Forum Discussion
Russell_E_Glaue
Feb 19, 2009Nimbostratus
Posted By rglaue on 02/19/2009 9:51 AM
Do note, however, that each SSL Cert and matching domain must be assigned to, and responding on, two different IP numbers
So, sub.mydomain.com must be assigned to one IP number in DNS
And, www.sub.mydomain.com must be assigned to another IP in DNS
This will be two different Virtual Servers on the BigIP.
-RG
I should note that this is if you get two different SSL Certs, one for each of the two domains that will be accessed via "https://...".
If you get a wildcard ssl cert, or the SAN cert, all the matching domains can be assigned to one DNS IP and thus one Virtual Server.
So it is not really one domain per IP, as it is one SSL Cert per IP.
The reason is that the Web Browser is connecting to a IP number and performing the SSL handshake.
The Web Server (or BigIP in this case) does not know what domain the Web Browser is trying to access because the SSL Connection has not been established at that point.
So the SSL Certificate is assigned to an IP number, so the Web Server (BigIP) has the one SSL Cert to use for any connection.

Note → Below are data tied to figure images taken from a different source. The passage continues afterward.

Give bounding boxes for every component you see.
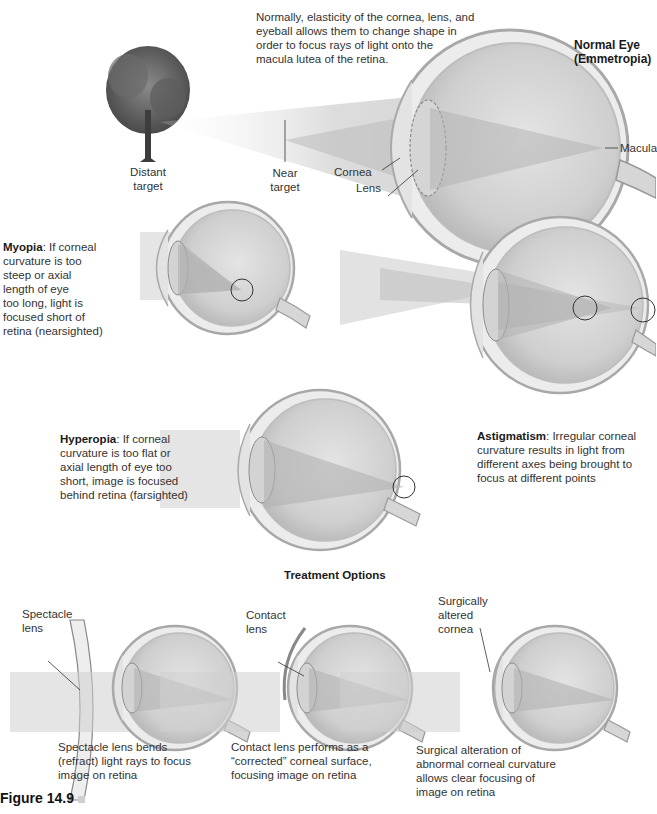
normal-eye-title: Normal Eye (Emmetropia) xyxy=(574,38,651,66)
hyperopia-line: behind retina (farsighted) xyxy=(60,488,220,502)
contact-label-line: Contact xyxy=(246,608,286,622)
contact-caption-line: “corrected” corneal surface, xyxy=(231,754,401,768)
surgical-caption: Surgical alteration of abnormal corneal … xyxy=(416,743,586,799)
surgical-caption-line: Surgical alteration of xyxy=(416,743,586,757)
hyperopia-description: Hyperopia: If corneal curvature is too f… xyxy=(60,432,220,502)
surgical-label-line: cornea xyxy=(438,622,488,636)
spectacle-caption-line: (refract) light rays to focus xyxy=(58,754,228,768)
surgical-caption-line: abnormal corneal curvature xyxy=(416,757,586,771)
myopia-term: Myopia xyxy=(3,241,43,253)
myopia-line: retina (nearsighted) xyxy=(3,324,153,338)
normal-eye-title-line2: (Emmetropia) xyxy=(574,52,651,66)
spectacle-caption-line: image on retina xyxy=(58,768,228,782)
cornea-label: Cornea xyxy=(334,165,372,179)
myopia-line: steep or axial xyxy=(3,268,153,282)
contact-caption-line: Contact lens performs as a xyxy=(231,740,401,754)
surgical-cornea-label: Surgically altered cornea xyxy=(438,594,488,636)
astigmatism-line: different axes being brought to xyxy=(477,457,657,471)
spectacle-caption: Spectacle lens bends (refract) light ray… xyxy=(58,740,228,782)
myopia-description: Myopia: If corneal curvature is too stee… xyxy=(3,240,153,338)
contact-lens-label: Contact lens xyxy=(246,608,286,636)
normal-eye-desc-line: Normally, elasticity of the cornea, lens… xyxy=(256,10,496,24)
macula-label: Macula xyxy=(620,141,657,155)
astigmatism-eye-illustration xyxy=(340,217,656,393)
lens-label: Lens xyxy=(356,181,381,195)
astigmatism-line: curvature results in light from xyxy=(477,443,657,457)
distant-target-line: target xyxy=(118,179,178,193)
figure-label-text: Figure 14.9 xyxy=(0,790,74,806)
normal-eye-desc-line: eyeball allows them to change shape in xyxy=(256,24,496,38)
myopia-line: : If corneal xyxy=(43,241,97,253)
myopia-eye-illustration xyxy=(140,202,310,334)
figure-marker-icon xyxy=(78,796,85,803)
surgical-label-line: altered xyxy=(438,608,488,622)
spectacle-label-line: Spectacle xyxy=(22,607,73,621)
astigmatism-line: : Irregular corneal xyxy=(546,430,636,442)
astigmatism-line: focus at different points xyxy=(477,471,657,485)
normal-eye-desc-line: order to focus rays of light onto the xyxy=(256,38,496,52)
near-target-label: Near target xyxy=(262,166,308,194)
hyperopia-line: axial length of eye too xyxy=(60,460,220,474)
normal-eye-description: Normally, elasticity of the cornea, lens… xyxy=(256,10,496,66)
distant-target-label: Distant target xyxy=(118,165,178,193)
normal-eye-title-line1: Normal Eye xyxy=(574,38,651,52)
spectacle-lens-label: Spectacle lens xyxy=(22,607,73,635)
myopia-line: length of eye xyxy=(3,282,153,296)
contact-caption: Contact lens performs as a “corrected” c… xyxy=(231,740,401,782)
figure-label: Figure 14.9 xyxy=(0,790,85,806)
tree-icon xyxy=(106,46,190,162)
hyperopia-line: : If corneal xyxy=(116,433,170,445)
hyperopia-line: short, image is focused xyxy=(60,474,220,488)
near-target-line: Near xyxy=(262,166,308,180)
hyperopia-term: Hyperopia xyxy=(60,433,116,445)
astigmatism-description: Astigmatism: Irregular corneal curvature… xyxy=(477,429,657,485)
distant-target-line: Distant xyxy=(118,165,178,179)
hyperopia-line: curvature is too flat or xyxy=(60,446,220,460)
treatment-options-heading: Treatment Options xyxy=(284,568,386,582)
surgical-caption-line: image on retina xyxy=(416,785,586,799)
surgical-label-line: Surgically xyxy=(438,594,488,608)
normal-eye-desc-line: macula lutea of the retina. xyxy=(256,52,496,66)
myopia-line: too long, light is xyxy=(3,296,153,310)
contact-caption-line: focusing image on retina xyxy=(231,768,401,782)
myopia-line: curvature is too xyxy=(3,254,153,268)
astigmatism-term: Astigmatism xyxy=(477,430,546,442)
surgical-caption-line: allows clear focusing of xyxy=(416,771,586,785)
contact-label-line: lens xyxy=(246,622,286,636)
myopia-line: focused short of xyxy=(3,310,153,324)
near-target-line: target xyxy=(262,180,308,194)
spectacle-caption-line: Spectacle lens bends xyxy=(58,740,228,754)
spectacle-label-line: lens xyxy=(22,621,73,635)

That one SSL Cert is sent to the Web Browser which matches the SSL Cert's common name with the domain name it will then send on in the HTTP 1.1 packet.
If the common name of the SSL Cert does not match the domain name ("Host" header) the Web Browser is going to send in the HTTP 1.1 packet, the Web Browser spits out a Mismatch error to the browser user.